My Mother, Oak
This film tells the stories of displaced people and livelihood changes in Iran after the construction of the Karun-3 Dam which submerged 12,300 acres of valuable forest with water.
This film tells the stories of displaced people and livelihood changes in Iran after the construction of the Karun-3 Dam which submerged 12,300 acres of valuable forest with water.
This film criticizes America’s suburban sprawl and its dependence on oil as being unsustainable for the future.
This episode of a four-part documentary series reveals the struggles of how two indigenous communities, in Russia’s Republic of Altai and in California, are resisting government mega-projects.
This episode of a four-part documentary series reveals the struggles of indigenous Papua New Guineans and Canada’s First Nations people against industrial threats on their health, livelihoods and cultural survival.
Patagonia Rising gives voice to the Gauchos, a frontier people dependent on the Baker and Pascua river systems, who are caught in the struggle between Chile’s pro-dam business sector, clean energy proponents and the country’s rising energy demand.
Automobiles fundamentally shifted the ways in which visitors to animal attractions experienced the creatures on display before their eyes.
“Nuclear Ghosts” explores the history of the Tennessee Valley Authority’s failed nuclear power project in rural Tennessee, the enviro-technological controversy the plant generated, and why nuclear power was seen as a threat not only to lives but also a way of life, one intimately connected to the American South’s culture and environment.
The film examines the social and ecological consequences of the Turkey’s South-East-Anatolia-Project (GAP), designed to enable energy production and irrigation on a huge scale.
In 1997 and 1998 peat swamp forests burned in Borneo, Indonesia, spewing big amounts of carbon dioxide into the atmosphere.

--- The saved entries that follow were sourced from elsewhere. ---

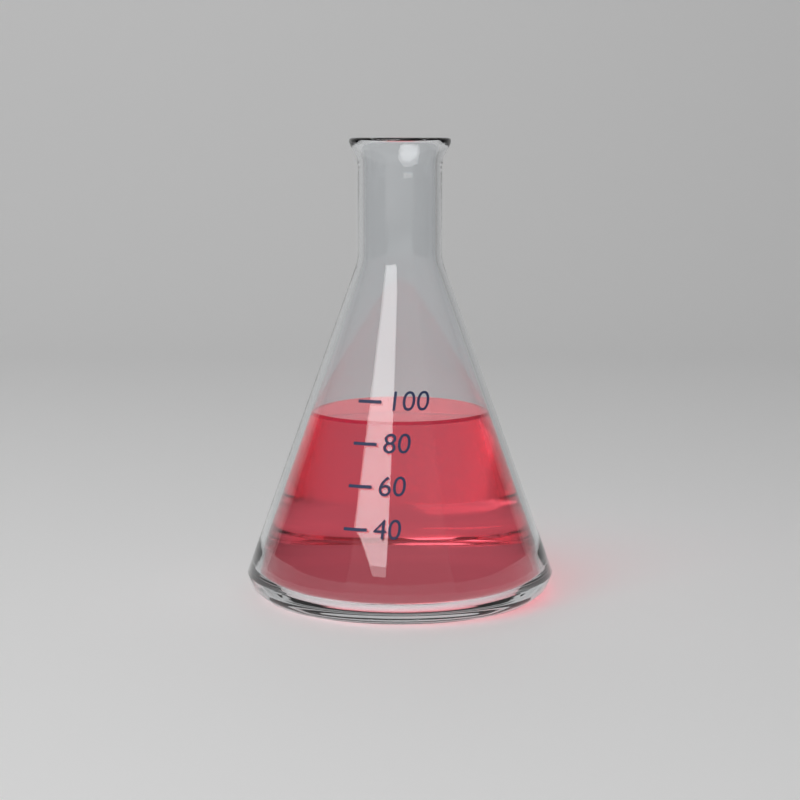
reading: 90 (no unit)
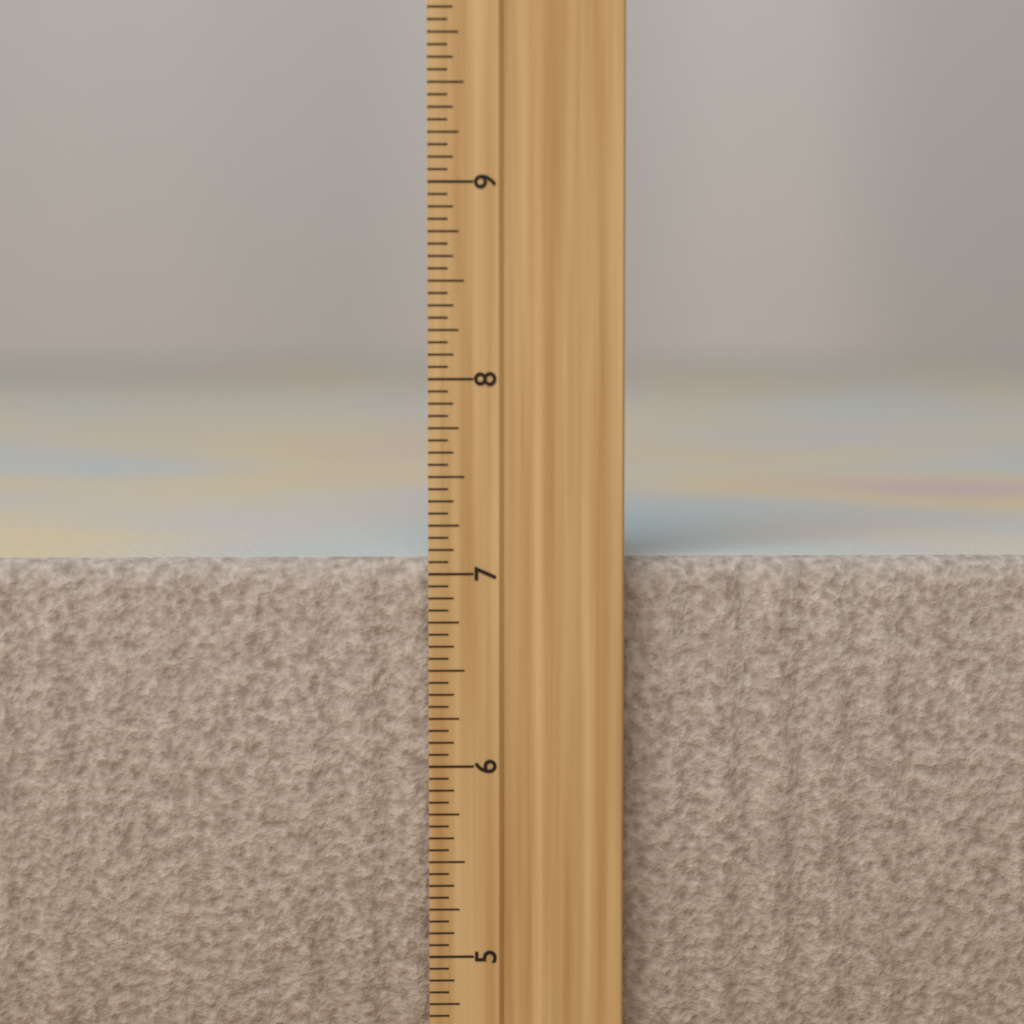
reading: 7.0625 inch
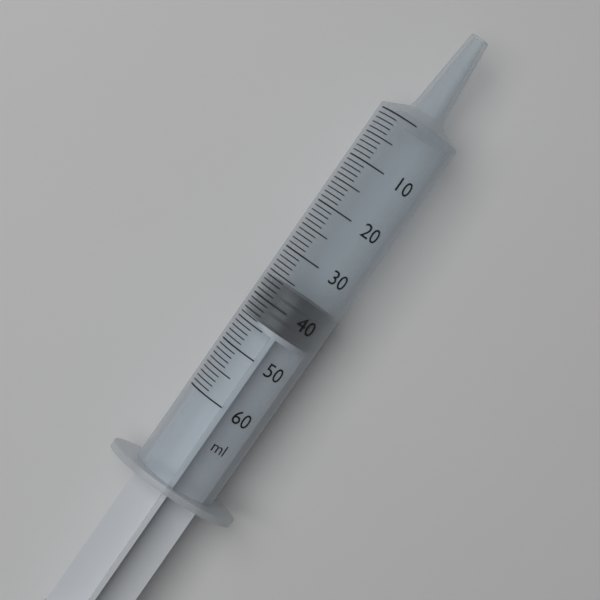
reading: 36 ml
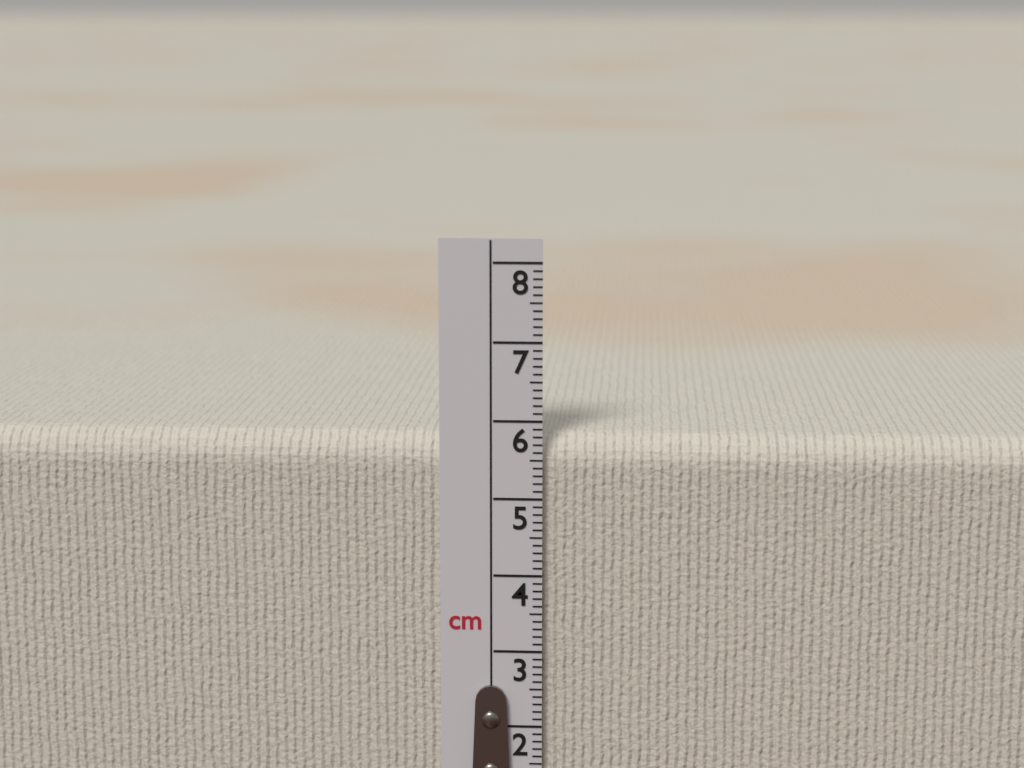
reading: 5.8 cm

Beginning in the pre-modern world, the Volga and Mississippi Rivers both served as critical trade routes connecting cultures in an extensive exchange network, while also sustaining populations through their surrounding wetlands and bottomlands. In modern times, “Mother Volga” and the “Father of Waters” became integral parts of national identity, contributing to a sense of Russian and American exceptionalism. Rivers, Memory, and Nation-Building discusses their histories, through which we derive a more nuanced view of human interaction with the environment, which adds another lens to our understanding of the past.